Dress Down Sunday: Any sexual problems?

Dress Down Sunday -
what goes on under the clothes


the book:

The Group by Mary McCarthy

published 1963  chapter 6


 
 




[Norine is telling Helena about sexual problems with her husband Putnam. She has tried asking doctors for advice]

‘[The first doctor] told me I should consider myself lucky that my husband didn’t want intercourse. Sex wasn’t necessary for a woman, he said.’
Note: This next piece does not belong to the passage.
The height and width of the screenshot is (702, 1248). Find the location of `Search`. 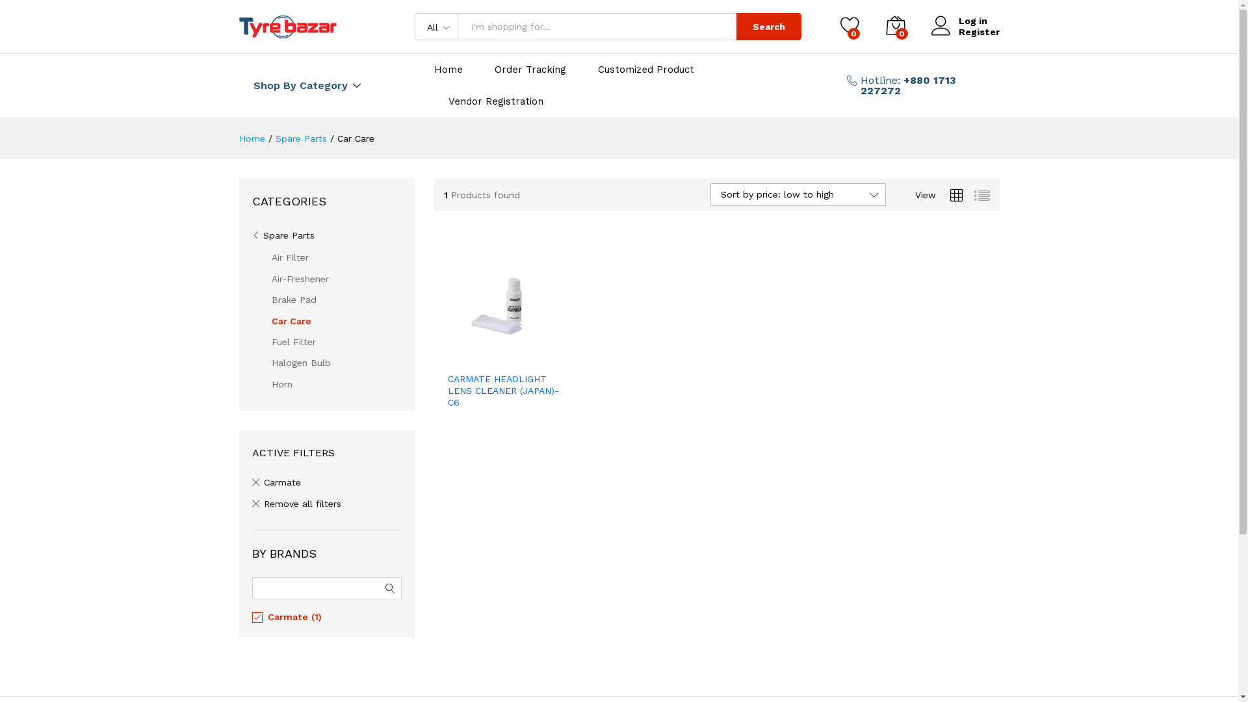

Search is located at coordinates (768, 27).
‘Good Heavens!’ said Helena.

‘Yes!’ nodded Norine. ‘The second one was a GP with a few more modern ideas. Put’s partner, Bill Nickum, sent me to him. He was pretty much of a Behaviorist. When I explained Put’s sexual history, he advised me to buy some black chiffon underwear and long black silk stockings and some cheap perfume. So that Put would associate me with a whore. And to try to get him to take me that way, with all my clothes on, in the afternoon, when he got home from work.’

‘Mercy!’ said Helena. ‘What happened?’

‘It was almost a success. I went to Bloomingdale’s and got the underwear and the stockings.’ She pulled up her sweat shirt, and Helena had a glimpse of a black chiffon ‘shimmy’ with lace inserts. ‘Then I thought of that polar-bear rug. My mother had it in storage; it used to belong to my grandmother Schmittlapp, who was a rich old aristocrat. “Venus in Furs” – Sacher-Masoch. I arranged so that Put would find me on the rug when he got home from the office.’ Helena smiled and made a noise like a whistle. ‘Put ejaculated prematurely,’ said Norine somberly. ‘Then we had a fight about how much I’d spent at Bloomingdale’s. Put’s an ascetic about money.'



observations: The separate strands of this novel are all absorbing in their different ways, as Libby becomes more and more vile, and Harald and Kay’s marriage gets more unnervingly real and horrible. Norine is light relief: she is not one of the main cast – as she points out, she wasn’t one of the in-group at Vassar – but she certainly adds verve to the book.

For a book written in the 1960s about the 1930s, the themes are very modern: the problems with child-rearing and breast-feeding, the affairs with married men, the troubles with aging parents, the embarrassment of visiting the contraception clinic - all the same as today.

 It is written in a clever style, as if almost by one of the girls (is it Libbys voice or, just whoever is the central figure in the section?), dipping into a 2nd person narration at points – ‘you found that you got obsessed with these petty details’.

The Group has featured
before, and there’s a black lace dress here.

 The picture is of a 1920s Ziegfeld girl Helen Lee Worthing and is from the
Library of Congress collection. This is another Ziegfeld girl.